I’ll ask myself a few questions:

  • Are my values, interests, and hobbies still of use? Do they enrich my life?
  • Do I need to change anything about those lists? You can add or subtract, both are fine!
  • Is the work I’m doing still in line with my values and interests?
  • What progress have I made on my annual and ongoing goals? Are these goals still valid?
  • Did I get off track anywhere? If I did, do I need to change something or do I just need to lay new track elsewhere?

Asking these questions will ensure the work I’m doing is in alignment with what and how I want to work as well as what I want to work on, providing me the best chance of having the energy and focus I need to do good work. I accept that things may change and this cadence allows me to adapt and update my own expectations for myself. Conclusion My main goal with all of this is to create a system that is flexible and dynamic, a method that keeps me on track with my larger vision for my life while also allowing me to adapt my goals to my energy and focus rather than trying to adapt my focus and energy to my goals.

The best part is that every three months I get to assess the system itself and determine if it’s working or if there’s a change needed for whatever my reality looks like at that time. I look forward to trying it out and am very interested in seeing where I’m at come mid-March.

On writing personal decision records

I have a few things in my life that I am having trouble making decisions on. None of them are life-altering, but they’re small things that have some daily impact.

Workona is a great example. I’ve been using it for a couple months and really dig it. It’s going to a subscription model as it comes out of beta and I need to decide if this is worth it to me to pay for or scale back and use the free version that’s more limited.

As I’ve been doing over the last few years, I’m looking to the skills and process I’ve learned as a software engineer to tackle this problem. As an experiment, I’m going to try out making a form of architectural decision record for some of my personal choices.

As the choices I’m thinking about revolve around tools and productivity-oriented processes in my life, making ADRs seems like a natural choice. It likely seems a bit analytical, but for me it makes sense to get my thoughts down in a more concrete format. Having them stored in a notebook so I can come back to them later and see if my thoughts on things have changed would also be helpful.

Time to set up a folder in Obsidian and make some decisions. The first one is going to be pretty meta and common: an ADR on choosing to use ADRs.

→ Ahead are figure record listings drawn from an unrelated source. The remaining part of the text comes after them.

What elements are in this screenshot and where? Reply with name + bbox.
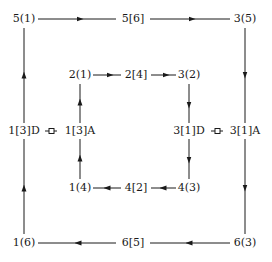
node-outer-bottom-right: 6(3) bbox=[233, 237, 258, 249]
node-inner-bottom-right: 4(3) bbox=[177, 182, 202, 194]
node-outer-middle-right: 3[1]A bbox=[229, 125, 262, 137]
node-inner-bottom-left: 1(4) bbox=[68, 182, 93, 194]
node-inner-top-right: 3(2) bbox=[177, 69, 202, 81]
node-outer-top-middle: 5[6] bbox=[121, 13, 146, 25]
square-connector-icon bbox=[45, 129, 57, 134]
node-outer-bottom-middle: 6[5] bbox=[121, 237, 146, 249]
node-outer-top-right: 3(5) bbox=[233, 13, 258, 25]
node-inner-middle-left: 1[3]A bbox=[64, 125, 97, 137]
node-inner-top-middle: 2[4] bbox=[124, 69, 149, 81]
node-outer-middle-left: 1[3]D bbox=[7, 125, 40, 137]
node-inner-top-left: 2(1) bbox=[68, 69, 93, 81]
node-inner-middle-right: 3[1]D bbox=[172, 125, 205, 137]
square-connector-icon bbox=[211, 129, 223, 134]
node-inner-bottom-middle: 4[2] bbox=[124, 182, 149, 194]
node-outer-bottom-left: 1(6) bbox=[12, 237, 37, 249]
node-outer-top-left: 5(1) bbox=[12, 13, 37, 25]
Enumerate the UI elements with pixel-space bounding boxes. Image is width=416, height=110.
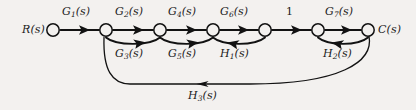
edge-G4: [167, 25, 206, 35]
branch-G1-arg: (s): [76, 5, 91, 18]
branch-G4-base: G: [168, 5, 177, 18]
output-node-label: C(s): [378, 24, 401, 35]
node-C[interactable]: [362, 24, 374, 36]
branch-H3-arg: (s): [202, 89, 217, 102]
branch-H3-base: H: [188, 89, 198, 102]
branch-G5-base: G: [168, 47, 177, 60]
branch-G3-arg: (s): [129, 47, 144, 60]
branch-H1-arg: (s): [234, 47, 249, 60]
node-6[interactable]: [312, 24, 324, 36]
output-label-text: C(s): [378, 23, 401, 36]
edge-G2: [113, 25, 153, 35]
edge-unity: [272, 25, 311, 35]
branch-label-G7: G7(s): [325, 6, 353, 19]
node-3[interactable]: [154, 24, 166, 36]
branch-G3-base: G: [115, 47, 124, 60]
branch-H2-arg: (s): [337, 47, 352, 60]
branch-G5-arg: (s): [182, 47, 197, 60]
branch-G6-base: G: [220, 5, 229, 18]
branch-label-G4: G4(s): [168, 6, 196, 19]
node-4[interactable]: [207, 24, 219, 36]
branch-unity-base: 1: [286, 5, 293, 18]
signal-flow-graph: R(s) C(s) G1(s) G2(s) G4(s) G6(s) 1 G7(s…: [0, 0, 416, 110]
branch-label-G1: G1(s): [62, 6, 90, 19]
node-R[interactable]: [47, 24, 59, 36]
branch-label-H1: H1(s): [220, 48, 249, 61]
branch-G2-arg: (s): [129, 5, 144, 18]
node-2[interactable]: [100, 24, 112, 36]
edge-G7: [325, 25, 361, 35]
branch-G6-arg: (s): [234, 5, 249, 18]
branch-G7-arg: (s): [339, 5, 354, 18]
node-5[interactable]: [259, 24, 271, 36]
edge-G1: [61, 25, 100, 35]
input-label-text: R(s): [22, 23, 45, 36]
branch-label-G3: G3(s): [115, 48, 143, 61]
branch-H2-base: H: [323, 47, 333, 60]
branch-label-unity: 1: [286, 6, 293, 17]
branch-label-G2: G2(s): [115, 6, 143, 19]
branch-G4-arg: (s): [182, 5, 197, 18]
branch-label-G6: G6(s): [220, 6, 248, 19]
branch-H1-base: H: [220, 47, 230, 60]
edge-G6: [220, 25, 258, 35]
branch-G7-base: G: [325, 5, 334, 18]
input-node-label: R(s): [22, 24, 45, 35]
branch-label-H2: H2(s): [323, 48, 352, 61]
branch-label-H3: H3(s): [188, 90, 217, 103]
branch-G2-base: G: [115, 5, 124, 18]
branch-label-G5: G5(s): [168, 48, 196, 61]
branch-G1-base: G: [62, 5, 71, 18]
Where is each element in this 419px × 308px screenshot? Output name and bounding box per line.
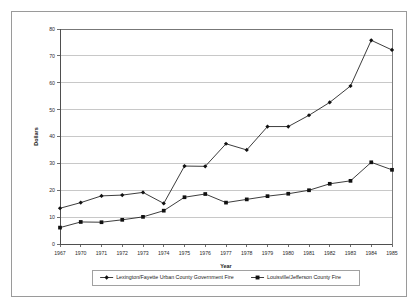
chart-plot-container: 8070605040302010019671970197119721973197… [12,12,406,296]
legend-label-0: Lexington/Fayette Urban County Governmen… [116,274,234,280]
x-axis-tick-label: 1982 [324,250,336,256]
x-axis-tick-label: 1973 [137,250,149,256]
data-point-marker [162,201,166,205]
data-point-marker [390,48,394,52]
data-point-marker [182,164,186,168]
x-axis-title: Year [220,263,232,269]
x-axis-tick-label: 1974 [158,250,170,256]
data-point-marker [58,226,62,230]
data-point-marker [349,179,353,183]
y-axis-tick-label: 80 [49,26,55,32]
x-axis-tick-label: 1980 [282,250,294,256]
y-axis-tick-label: 0 [52,241,55,247]
data-point-marker [369,38,373,42]
data-point-marker [266,194,270,198]
data-point-marker [245,198,249,202]
data-point-marker [100,220,104,224]
line-chart: 8070605040302010019671970197119721973197… [12,12,406,296]
x-axis-tick-label: 1975 [179,250,191,256]
y-axis-tick-label: 40 [49,133,55,139]
legend-label-1: Louisville/Jefferson County Fire [267,274,341,280]
series-line-1 [60,162,392,227]
x-axis-tick-label: 1983 [345,250,357,256]
x-axis-tick-label: 1978 [241,250,253,256]
x-axis-tick-label: 1977 [220,250,232,256]
legend-marker-square-icon [256,276,260,280]
chart-figure-frame: 8070605040302010019671970197119721973197… [11,11,407,297]
data-point-marker [390,168,394,172]
data-point-marker [328,182,332,186]
y-axis-tick-label: 70 [49,53,55,59]
data-point-marker [79,220,83,224]
data-point-marker [120,193,124,197]
y-axis-tick-label: 20 [49,187,55,193]
data-point-marker [183,195,187,199]
y-axis-tick-label: 30 [49,160,55,166]
data-point-marker [224,201,228,205]
series-line-0 [60,40,392,208]
y-axis-tick-label: 60 [49,80,55,86]
x-axis-tick-label: 1971 [96,250,108,256]
y-axis-title: Dollars [33,127,39,145]
x-axis-tick-label: 1970 [75,250,87,256]
data-point-marker [162,209,166,213]
x-axis-tick-label: 1985 [386,250,398,256]
x-axis-tick-label: 1984 [365,250,377,256]
data-point-marker [79,201,83,205]
x-axis-tick-label: 1967 [54,250,66,256]
data-point-marker [286,192,290,196]
data-point-marker [141,190,145,194]
x-axis-tick-label: 1976 [199,250,211,256]
data-point-marker [141,215,145,219]
data-point-marker [120,218,124,222]
data-point-marker [58,206,62,210]
x-axis-tick-label: 1972 [116,250,128,256]
data-point-marker [286,124,290,128]
x-axis-tick-label: 1981 [303,250,315,256]
data-point-marker [203,192,207,196]
data-point-marker [307,188,311,192]
y-axis-tick-label: 10 [49,214,55,220]
data-point-marker [99,194,103,198]
y-axis-tick-label: 50 [49,107,55,113]
data-point-marker [307,113,311,117]
data-point-marker [369,160,373,164]
x-axis-tick-label: 1979 [262,250,274,256]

A reclamation of that which I am not done with yet

As I think about writing zines again and creating a few games, I find myself thinking about visual language. I used to have a very defined graphic style, but I haven’t done much creative design work over the last decade. While there have been book covers and typography work, not much that was purely creative, bordering on art.

The zines and other personal projects I’m thinking of working on would benefit greatly from some more intentional design work. As a bonus, it’s a chance to stretch muscles that are long atrophied.

Part of me considered looking around and seeing what the kids are up to these days and trying to evolve my style to be more “modern” and up to date. But when I start thinking seriously about that, my heart is not happy. I like my old style and, as we’ve been saying often around my house, this is something I’m not done with yet. I still feel like it has value and use.

I might do some exercises, play with things a bit, and see if I can find all my old photoshop brushes and textures, etc. I want to see if I can reclaim this style, in particular:

It’s not what you see much anymore in today’s world, obsessed as designers nowadays are with minimalism. It’s still holding onto a piece of the early aughts grunginess, with my own spin on what feels “right”.

I opened up my Dribbble account for the first time in eons and I am pleasantly surprised by the work I found there. It may not be the cream of the crop, but I can see what I was reaching for at the time. I still find my voice in there.

I look forward to reclaiming this kind of work, reclaiming my visual voice, and seeing what I have left in the tank. I suspect it’s still quite full and that does make my heart happy.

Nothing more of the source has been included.